Note: This article is part of a series of Walton Insights articles on product management. To learn more about what product management is (and what it’s not), read Part 1 in the series. Part 2 covers the qualifications and career path in product management, and Part 3 covers how the Walton College creates product management opportunities for students.
Marc Thompson moved to Bentonville from the UK in 2019 and was surprised to find the
region had no organized group supporting the professional development of product managers.
It’s one of the fastest-growing professions in the world, and surely, he reasoned,
there would be interest enough to have such a group in Northwest Arkansas. So, Thompson,
the director of product management for Walmart, put out a feeler on LinkedIn to see
if anyone else thought there was a need.
Kurt Haas, who now is a group product manager for Kroger, and Chris Stone, who at the time worked with Emergn, quickly agreed to join him as co-founders of the Northwest Arkansas Product Managers Guild, and they scheduled a kick-off event in February 2020. The meeting drew more than 50 people to Local Lime in Rogers, with another 50 put on a waiting list. And in less than two years, despite the limitations caused by the pandemic, the guild has grown to more than 250 members.
Product management has been around in various forms for almost a century, but it’s morphed in the last few decades into something that impacts almost every layer of business. Project managers provide a holistic approach to shepherding innovations into a successful, sustainable existence. They are typically the hub that connects all the different departments within a company launching a new product – a traditional physical product, a software, a technology – or an iterative improvement of something already on the market. (I wrote a Walton Insights article that describes modern product management, so you can check that out if you are unfamiliar with the profession.)

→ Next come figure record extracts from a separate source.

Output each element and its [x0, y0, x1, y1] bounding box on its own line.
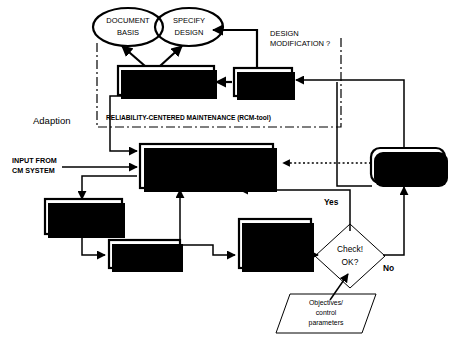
- rcm-analysis-line2: ANALYSIS: [245, 83, 281, 92]
- perform-maintenance-line2: MAINTENANCE: [56, 218, 109, 227]
- reports-from-line3: OPERATION: [254, 251, 295, 259]
- label-design-modification: DESIGN MODIFICATION ?: [270, 29, 330, 48]
- connector-req-to-document-basis: [122, 46, 145, 66]
- label-yes: Yes: [324, 197, 339, 207]
- objectives-line2: control: [316, 309, 337, 316]
- connector-boundary-down-to-improvement: [337, 82, 372, 186]
- node-specify-design: SPECIFY DESIGN: [155, 8, 223, 46]
- report-to-mms-label: Report to MMS: [118, 250, 169, 259]
- objectives-line1: Objectives/: [309, 299, 343, 307]
- check-ok-line1: Check!: [337, 244, 363, 254]
- specify-design-line1: SPECIFY: [173, 16, 205, 25]
- node-perform-maintenance: PERFORM MAINTENANCE: [45, 199, 125, 238]
- document-basis-line2: BASIS: [117, 28, 139, 37]
- node-maintenance-requirements: MAINTENANCE REQUIREMENTS: [118, 66, 217, 99]
- node-report-to-mms: Report to MMS: [109, 240, 183, 272]
- objectives-line3: parameters: [309, 319, 344, 327]
- rcm-tool-boundary-label: RELIABILITY-CENTERED MAINTENANCE (RCM-to…: [106, 114, 271, 122]
- perform-maintenance-line1: PERFORM: [65, 205, 102, 214]
- implementation-line3: MANAGEMENT SYSTEM: [161, 174, 252, 183]
- connector-perform-to-report: [82, 238, 105, 255]
- check-ok-line2: OK?: [342, 257, 359, 267]
- reports-from-line1: REPORTS FROM: [246, 227, 303, 235]
- input-from-cm-line2: CM SYSTEM: [12, 166, 55, 175]
- connector-adaption-to-implementation: [110, 96, 167, 151]
- label-input-from-cm-system: INPUT FROM CM SYSTEM: [12, 156, 57, 175]
- node-reports-from-maintenance: REPORTS FROM MAINTENANCE/ OPERATION: [239, 219, 314, 272]
- improvement-actions-line1: Improvement: [383, 153, 434, 163]
- rcm-analysis-line1: RCM: [254, 71, 271, 80]
- node-check-ok: Check! OK?: [315, 224, 385, 288]
- node-improvement-actions: Improvement action(s): [371, 148, 448, 187]
- document-basis-line1: DOCUMENT: [106, 16, 150, 25]
- implementation-line2: MAINTENANCE: [177, 162, 235, 171]
- node-rcm-analysis: RCM ANALYSIS: [234, 68, 295, 100]
- maintenance-requirements-line2: REQUIREMENTS: [136, 82, 196, 91]
- connector-improvement-to-rcm-boundary: [296, 80, 404, 148]
- flowchart-svg: DOCUMENT BASIS SPECIFY DESIGN DESIGN MOD…: [0, 0, 460, 349]
- connector-report-to-reports-from: [180, 245, 235, 255]
- improvement-actions-line2: action(s): [392, 166, 425, 176]
- node-implementation: IMPLEMENTATION IN MAINTENANCE MANAGEMENT…: [140, 144, 277, 192]
- diagram-canvas: DOCUMENT BASIS SPECIFY DESIGN DESIGN MOD…: [0, 0, 460, 349]
- label-adaption: Adaption: [33, 115, 71, 126]
- node-objectives-control-parameters: Objectives/ control parameters: [276, 294, 376, 333]
- connector-check-no-to-improvement: [383, 187, 404, 255]
- node-document-basis: DOCUMENT BASIS: [93, 8, 163, 46]
- reports-from-line2: MAINTENANCE/: [248, 239, 302, 247]
- maintenance-requirements-line1: MAINTENANCE: [139, 69, 194, 78]
- design-modification-line2: MODIFICATION ?: [270, 39, 330, 48]
- connector-req-to-specify-design: [160, 46, 182, 66]
- specify-design-line2: DESIGN: [175, 28, 204, 37]
- label-no: No: [383, 263, 394, 273]
- design-modification-line1: DESIGN: [270, 29, 299, 38]
- input-from-cm-line1: INPUT FROM: [12, 156, 57, 165]
- connector-implementation-to-perform: [82, 176, 137, 199]
- implementation-line1: IMPLEMENTATION IN: [167, 150, 245, 159]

Northwest Arkansas, home to major corporate players such as Walmart, J.B. Hunt Transport, Tyson Foods, hundreds of vendors, and hundreds of entrepreneurial ventures, is a region where quality product management is in high demand. And the NWA Product Managers Guild was created to help highlight and support every level of the growing discipline – newbies who are still in college, academics who research and teach on the topic, professionals looking to change roles within a company, entrepreneurs, and veterans at the highest leadership levels of global corporations.
The guild provides training and mentoring to develop and promote what it calls “vendor-neutral product management approaches” and industry best practices. It now has a steering committee with 14 members who organize quarterly meetings that include guest speakers and breakout sessions, but the group is active in several other ways. They have a public LinkedIn account to help spread the word about their events, as well as a private LinkedIn group and a private Slack channel that are exclusive to members.
They also are working with the University of Arkansas to provide mentors and support for the McMillon Innovation Studio's student teams and to co-create and help deliver executive education that provides certification in product management.
While the guild has expanded quickly, Thompson points out that it is tapping into a mere fraction of the people who work or want to work in product management. He did a filtered search on LinkedIn and found that around 10,000 people in Northwest Arkansas have a title that indicates they work in some level of product management. Some of those live in other parts of the country and have a connection to Northwest Arkansas, but more than 70 percent of them list this region as their home. Most work in the retail or computer software industries, but they also are common in higher education, consulting, banking, supply chain, IT, and nonprofit organizations.
Given the profession’s emphasis on connecting with others to generate shared success, it’s no surprise that product managers are joining forces to support each other. And that bodes well for anyone in the region who is part of this professional community.